Project 09 advances this tradition but reframes its theoretical underpinnings for a contemporary context. Where Kahn externalized the servant spaces into distinct volumetric towers—expressing a literal separation—Project 09 internalizes and thickens this relationship. In this tower, the support functions are neither hidden nor pushed aside but embedded within a glazed interstitial zone that wraps around the opaque laboratory cores. This strategy reflects an epistemological shift in architectural thinking: from the functionalist separation of use to an understanding of architecture as a negotiated field of relationships, affect, and performance.

The project’s Riyadh context is critical to this evolution. The building exists in a cityscape characterized by discontinuity, autonomy, and a lack of dense historical layering. Unlike Kahn’s campus-based Richards Laboratories, where the contextual fit was driven by academic urbanism, Project 09 operates in a field of high-performance, iconographic buildings. Here, architecture becomes less about embedding in a fabric and more about staging a spatial ecology that negotiates light, structure, program, and visibility.

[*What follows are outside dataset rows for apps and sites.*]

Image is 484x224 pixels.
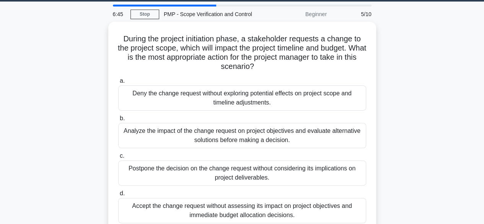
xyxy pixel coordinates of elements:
span: b. [120,115,125,121]
span: c. [120,152,124,159]
span: a. [120,77,125,84]
div: Analyze the impact of the change request on project objectives and evaluate alternative solutions... [118,123,366,148]
div: Beginner [264,7,331,22]
span: d. [120,190,125,196]
div: Deny the change request without exploring potential effects on project scope and timeline adjustm... [118,85,366,111]
div: 6:45 [108,7,131,22]
div: PMP - Scope Verification and Control [159,7,264,22]
h5: During the project initiation phase, a stakeholder requests a change to the project scope, which ... [118,34,367,72]
div: Accept the change request without assessing its impact on project objectives and immediate budget... [118,198,366,223]
div: Postpone the decision on the change request without considering its implications on project deliv... [118,160,366,186]
a: Stop [131,10,159,19]
div: 5/10 [331,7,376,22]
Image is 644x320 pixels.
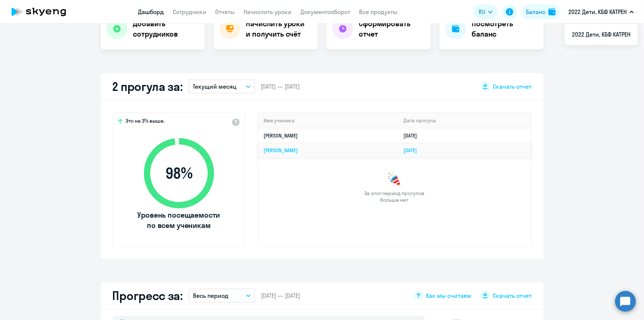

In this sense, Project 09 is a vertical neighborhood, a term that resists the reduction of towers to isolated objects. Drawing on recent discourse in vertical urbanism (Graham, 2019), the project stacks a sequence of interdependent programs, forming a community of spaces rather than a monolithic tower. This vertical logic, however, is not merely compositional—it is ontological. Each level, each sectional incision, becomes a site where the servant-served duality is reconfigured as a continuum, where circulation and mechanical space are no longer inert but active participants in the spatial drama of the building.

Moreover, the project engages with contemporary theories of post-functionalism and systems thinking in architecture. As argued by Stan Allen in Points + Lines (1999), infrastructure is not neutral—it generates form. In Project 09, this insight materializes through the integration of structure, services, and spatial articulation. The carved façade and vertical light courts act not only as devices of environmental performance but as architectural expressions of internal complexity.

Whereas modernism sought clarity through separation, Project 09 finds clarity through integration—through the layering of program, infrastructure, and light. The building is not “readable” in the classical sense but legible as a field of intensities and overlaps. It is not a diagram of function but a spatial ecology, animated by movement, support, and sectional variation.

Project 09 operates at the intersection of architectural theory, typological experimentation, and environmental responsiveness. It neither mimics the formal gestures of its precedents nor reduces them to nostalgic references. Instead, it builds upon a deep theoretical lineage—from Beaux-Arts hierarchies to Kahn’s modernist syntax—and translates it into a contemporary architectural language. In doing so, it contributes to a broader rethinking of vertical architecture as a site of civic, infrastructural, and symbolic complexity.

References

  • Allen, S. (1999). Points + Lines: Diagrams and Projects for the City.

  • Benevolo, L (1984). A History of Modern Architecture

  • Graham, S. Vertical: The City from Satellites to Bunkers.

  • Kahn, L. I. (1961). Talks with Students.

  • Kostof, S. (1995). A History of Architecture: Settings and Rituals.

  • Vidler, A. (1987). The Writing of the Walls: Architectural Theory in the Late Enlightenment.